Tommy wasn’t just the first rock LP to tell a coherent story from beginning to end; it was also the first time – six years before A Chorus Line came out – that a major pop-culture phenomenon acknowledged the existence of child sexual exploitation by family members. It took decades for the work’s primary composer, Pete Townshend, to tell the full story of his own experiences of being abused at age 6 by his psychotic grandmother and her boyfriends; but clearly, even in 1969 he had personal demons that needed purging through song.
The brainy Townshend went on to devote much of his earnings as a rock star to philanthropy benefiting children, and wrote impassioned essays against their sexual exploitation. Ironically, it was in researching the online kiddie porn industry while trying to start up a not-for-profit organization to fight it that he got ensnared by a British government sting operation and publicly smeared as a pedophile himself. Only then was he ready to go public about the model for Tommy’s “wicked Uncle Ernie” in his own formative years.
So what do you do with Uncle Ernie, and with Tommy’s sadistic Cousin Kevin, when you’re trying to turn a rock opera about an extraordinarily dysfunctional family (including a father who has literally gotten away with murder) into the kind of feel-good product that people want to experience when they go to see a musical? That’s the challenge that Pete Townshend and director Des McAnuff – then artistic director of the La Jolla Playhouse – took on in 1992 when they decided to adapt Tommy for the stage. And it’s part of the puzzle that any summer rep company, including the Woodstock Playhouse, must address when it decides to revive The Who’s Tommy.
Hearing the somewhat sketchy narrative of the rock opera rendered in big voices trained in musical theatre techniques, instead of the reedy pipes of Roger Daltrey and Pete Townshend, takes a bit of getting used to if you grew up on the original. But the translation to the stage seems to have worked, in the main: The 1993 Broadway production won Tony Awards for Best Direction for McAnuff, Best Original Score for Townshend, plus three others for Choreography, Scenic and Lighting Design.
If you go see the production that’s currently running at the Woodstock Playhouse, you’ll quickly discover that many details have been changed from the rock opera. As in Ken Russell’s over-the-top 1975 movie version, the timeframe has been changed: Captain Walker disappears behind enemy lines during the second World War, not the first. This rescues the story from the weirdly telescoped 20th century of the original, but requires tweaking the song “1921” to represent Mrs. Walker’s age as “Twenty-One,” instead of reflecting the year of Captain Walker’s return.

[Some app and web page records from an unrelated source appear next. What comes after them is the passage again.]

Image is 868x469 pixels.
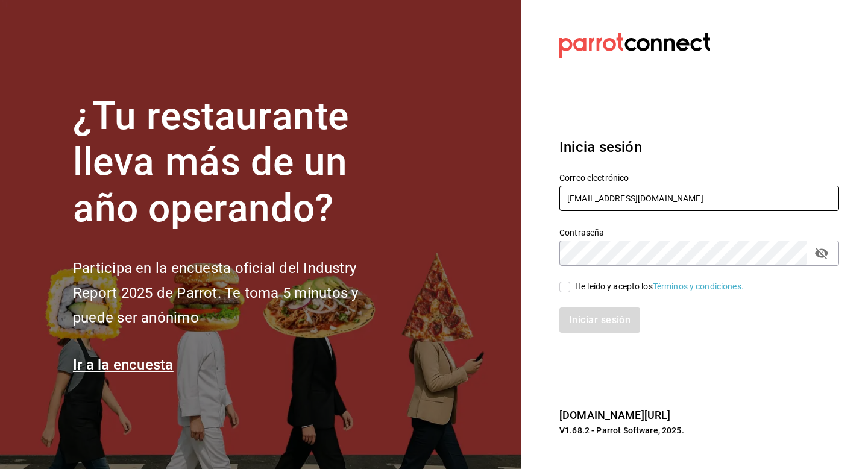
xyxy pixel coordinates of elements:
a: [DOMAIN_NAME][URL] [560,409,671,421]
h1: ¿Tu restaurante lleva más de un año operando? [73,94,399,232]
h3: Inicia sesión [560,136,839,158]
label: Contraseña [560,228,839,236]
a: Términos y condiciones. [653,282,744,291]
div: He leído y acepto los [575,280,744,293]
p: V1.68.2 - Parrot Software, 2025. [560,424,839,436]
label: Correo electrónico [560,173,839,181]
h2: Participa en la encuesta oficial del Industry Report 2025 de Parrot. Te toma 5 minutos y puede se... [73,256,399,330]
button: passwordField [811,243,832,263]
a: Ir a la encuesta [73,356,173,373]
input: Ingresa tu correo electrónico [560,186,839,211]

That’s a rather minor quibble, though; much more significant are the changes to the ending of the story. Instead of being a (literally) throwaway character, Sally Simpson becomes Tommy’s hitherto-nonexistent love interest. Somebody must have figured that you simply can’t have a stage musical without a romance. And the big finale number, “We’re Not Gonna Take It,” changes the character of the healed Tommy in a radical way. In the original version, Tommy’s acolytes turn against him when he tries to make them replicate his childhood trauma and subsequent enlightenment by covering their eyes, ears and mouths and playing pinball all day long. The stage version makes the hero more sympathetic: He tries to persuade his followers that they already have what he lacked, and just need to learn to appreciate their normality, instead of treating him like a guru with some arcane secret.
In both cases, Tommy’s followers rebel violently, and he regresses to his previous state of catatonic helplessness (reintroduction of the actors playing Tommy at ages 4 and 10 to reprise “See me, feel me, touch me, heal me” works brilliantly here). But somehow an upbeat sense of closure trumps the pathos as Tommy forgives his tormentors, embraces his family and the whole cast turns to break through the fourth wall, singing “Listening to you, I get the music/Gazing at you, I get the heat…” directly to the audience. It’s not exactly what we expected, but it works.

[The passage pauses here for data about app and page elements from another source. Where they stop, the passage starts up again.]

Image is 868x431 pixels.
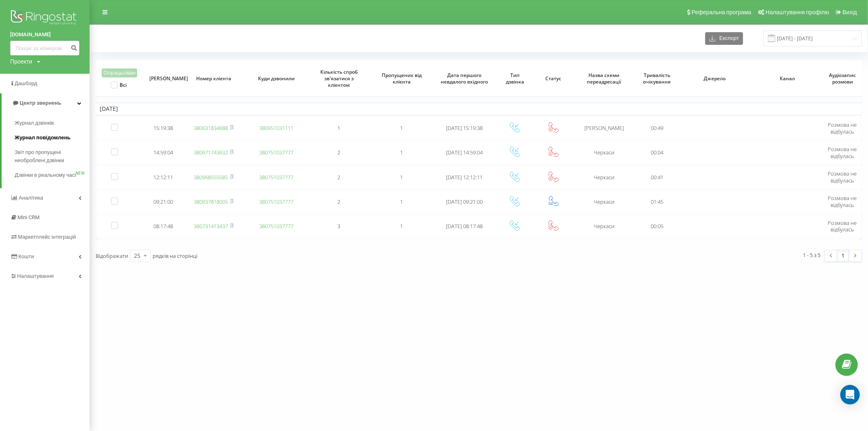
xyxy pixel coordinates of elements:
[189,76,238,82] span: Номер клієнта
[15,119,53,127] span: Журнал дзвінків
[828,169,857,184] span: Розмова не відбулась
[572,117,635,139] td: [PERSON_NAME]
[144,214,182,237] td: 08:17:48
[144,117,182,139] td: 15:19:38
[828,194,857,208] span: Розмова не відбулась
[692,9,751,15] span: Реферальна програма
[338,222,340,230] span: 3
[572,166,635,188] td: Черкаси
[572,214,635,237] td: Черкаси
[400,149,403,156] span: 1
[193,174,228,181] a: 380968555585
[10,8,79,28] img: Ringostat logo
[828,72,856,84] span: Аудіозапис розмови
[193,124,228,132] a: 380631834688
[840,385,859,404] div: Open Intercom Messenger
[2,93,89,113] a: Центр звернень
[144,141,182,164] td: 14:59:04
[144,166,182,188] td: 12:12:11
[193,198,228,206] a: 380937818005
[635,141,679,164] td: 00:04
[540,76,566,82] span: Статус
[15,148,85,164] span: Звіт про пропущені необроблені дзвінки
[17,214,40,220] span: Mini CRM
[17,273,53,279] span: Налаштування
[579,72,628,84] span: Назва схеми переадресації
[635,190,679,213] td: 01:45
[18,253,34,260] span: Кошти
[260,222,293,230] a: 380751037777
[15,133,70,142] span: Журнал повідомлень
[828,145,857,160] span: Розмова не відбулась
[635,214,679,237] td: 00:05
[842,9,857,15] span: Вихід
[338,124,340,132] span: 1
[828,219,857,233] span: Розмова не відбулась
[635,117,679,139] td: 00:49
[803,251,821,259] div: 1 - 5 з 5
[765,9,828,15] span: Налаштування профілю
[15,145,89,168] a: Звіт про пропущені необроблені дзвінки
[572,141,635,164] td: Черкаси
[260,149,293,156] a: 380751037777
[400,174,403,181] span: 1
[446,149,482,156] span: [DATE] 14:59:04
[260,198,293,206] a: 380751037777
[400,198,403,206] span: 1
[635,166,679,188] td: 00:41
[315,69,364,88] span: Кількість спроб зв'язатися з клієнтом
[10,40,79,55] input: Пошук за номером
[686,76,743,82] span: Джерело
[193,222,228,230] a: 380731413437
[260,174,293,181] a: 380751037777
[15,168,89,182] a: Дзвінки в реальному часіNEW
[111,82,126,89] label: Всі
[15,130,89,145] a: Журнал повідомлень
[252,76,301,82] span: Куди дзвонили
[95,102,862,114] td: [DATE]
[338,174,340,181] span: 2
[705,32,743,45] button: Експорт
[715,35,739,41] span: Експорт
[18,234,76,240] span: Маркетплейс інтеграцій
[153,252,198,260] span: рядків на сторінці
[828,121,857,135] span: Розмова не відбулась
[20,100,61,106] span: Центр звернень
[446,198,482,206] span: [DATE] 09:21:00
[193,149,228,156] a: 380971743632
[19,194,43,200] span: Аналiтика
[15,171,76,179] span: Дзвінки в реальному часі
[400,222,403,230] span: 1
[150,76,176,82] span: [PERSON_NAME]
[446,124,482,132] span: [DATE] 15:19:38
[501,72,529,84] span: Тип дзвінка
[837,250,849,262] a: 1
[377,72,426,84] span: Пропущених від клієнта
[10,31,79,39] a: [DOMAIN_NAME]
[572,190,635,213] td: Черкаси
[10,58,32,65] div: Проекти
[144,190,182,213] td: 09:21:00
[95,252,128,260] span: Відображати
[400,124,403,132] span: 1
[15,80,38,86] span: Дашборд
[758,76,816,82] span: Канал
[440,72,489,84] span: Дата першого невдалого вхідного
[446,174,482,181] span: [DATE] 12:12:11
[446,222,482,230] span: [DATE] 08:17:48
[260,124,293,132] a: 380951031111
[641,72,673,84] span: Тривалість очікування
[338,149,340,156] span: 2
[338,198,340,206] span: 2
[134,252,140,260] div: 25
[15,115,89,130] a: Журнал дзвінків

The stage version adds a courtroom scene and one new song, “I Believe My Own Eyes,” written by Townshend to flesh out Tommy’s parents and make them a wee bit more sympathetic, plus a fair bit of additional lyrics to other songs. Seeing the story told visually definitely helps clarify some plot points that were vague in the original – where, for instance, the killing of Mrs. Walker’s lover happens between the lines of “1921,” and we have to deduce for ourselves that 4-year-old Tommy witnessed the event in the mirror that, way more than a pinball machine, becomes the keystone symbol of the whole narrative.

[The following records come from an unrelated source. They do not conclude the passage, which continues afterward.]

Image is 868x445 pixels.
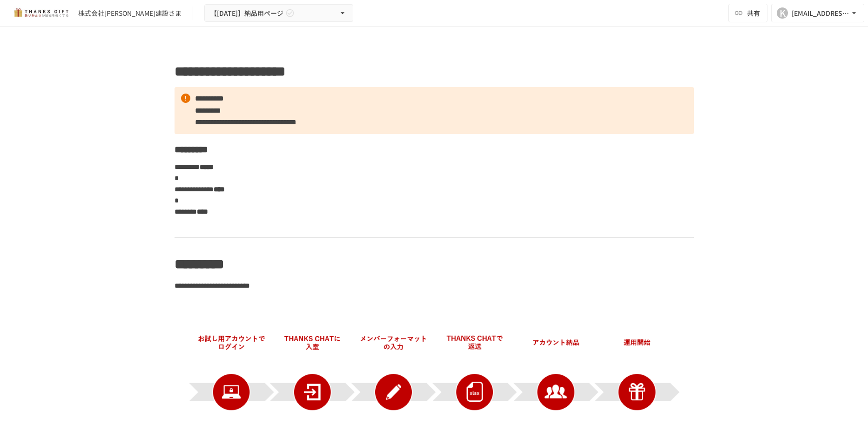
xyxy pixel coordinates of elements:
img: mMP1OxWUAhQbsRWCurg7vIHe5HqDpP7qZo7fRoNLXQh [11,6,71,20]
div: [EMAIL_ADDRESS][DOMAIN_NAME] [791,8,849,19]
button: 【[DATE]】納品用ページ [205,4,354,22]
span: 共有 [747,8,760,18]
div: 株式会社[PERSON_NAME]建設さま [78,8,181,18]
button: 共有 [728,4,767,22]
span: 【[DATE]】納品用ページ [210,8,283,19]
button: K[EMAIL_ADDRESS][DOMAIN_NAME] [771,4,864,22]
div: K [777,8,788,18]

If I have one criticism of the Woodstock Playhouse production, it concerns the set design. When Mrs. Walker was wheeled out in a really neat antique wheelchair in the maternity hospital scene, my hopes were raised that we’d get to see some equally nice vintage pinball machines later on, but it was not to be. The pinball machines, and the wardrobe holding the iconic mirror as well, looked thrown together from cheap plywood with unfinished edges. The mirror itself was a sheet of shiny plasticized cloth that simply didn’t bear the amount of focus placed upon it in the story.
But don’t let that minor weakness keep you away from this otherwise-excellent production. The cast is very strong, loaded with excellent dancers and singers, and the choreography is spirited and tightly executed. The outstanding pit band rocks out tirelessly (and without benefit of overdubbing) throughout this demanding evening’s worth of high-energy music.
Vocal standouts included Kayleen Seidl as Mrs. Walker – who has a lot of heavy lifting to do in this score – and Robby Haltiwanger in the title role, who wields plenty of presence and athleticism along with a clear and impassioned tenor. Cameron Hill brings what sounds like a gospel-trained set of pipes to the Acid Queen; but any actress/singer who undertakes this thankless part, however talented, labors in the shadow of Tina Turner, who put her defining stamp on the role in the movie version. Charles O’Connor is a spiritedly nasty Cousin Kevin – depicted in the stage version as considerably older than the object of his bullying ways – and dances with insouciant fervor.
Inevitably we have to come back around to the knotty Uncle Ernie problem. What on Earth do you do with a drunken child molester in a bouncy musical? How can you make such a skeevy character seem redeemable at the end? And not to put too fine a point on it, how exactly do you direct your actor to “Fiddle About”?
In this production at least, the approach is to make Uncle Ernie a streetwise comic scoundrel in the great British tradition of characters like Falstaff and Fagin, Gulley Jimson and Sebastian Dangerfield, Cut-Me-Own-Throat Dibbler and Mundungus Fletcher. And the molestation scene is handled rather abstractly, with a teddy bear substituting symbolically for Tommy as Uncle Ernie’s victim. It doesn’t entirely work, but that’s not the fault of the actor saddled with the queasy role: Matthew Curiano has considerable comedic gifts, and he definitely gives it his all.
For all the little ways in which The Who’s Tommy is an attempt to fit a square peg into a round hole, they haven’t fiddled about with it overmuch, and it remains a solidly entertaining evening of theatre. You’ll walk out feeling at least a bit uplifted, and likely singing some of those perennially catchy power-pop songs on your way home. You can still see it beginning at 8 p.m. on Wednesday through Saturday, August 7 to 10.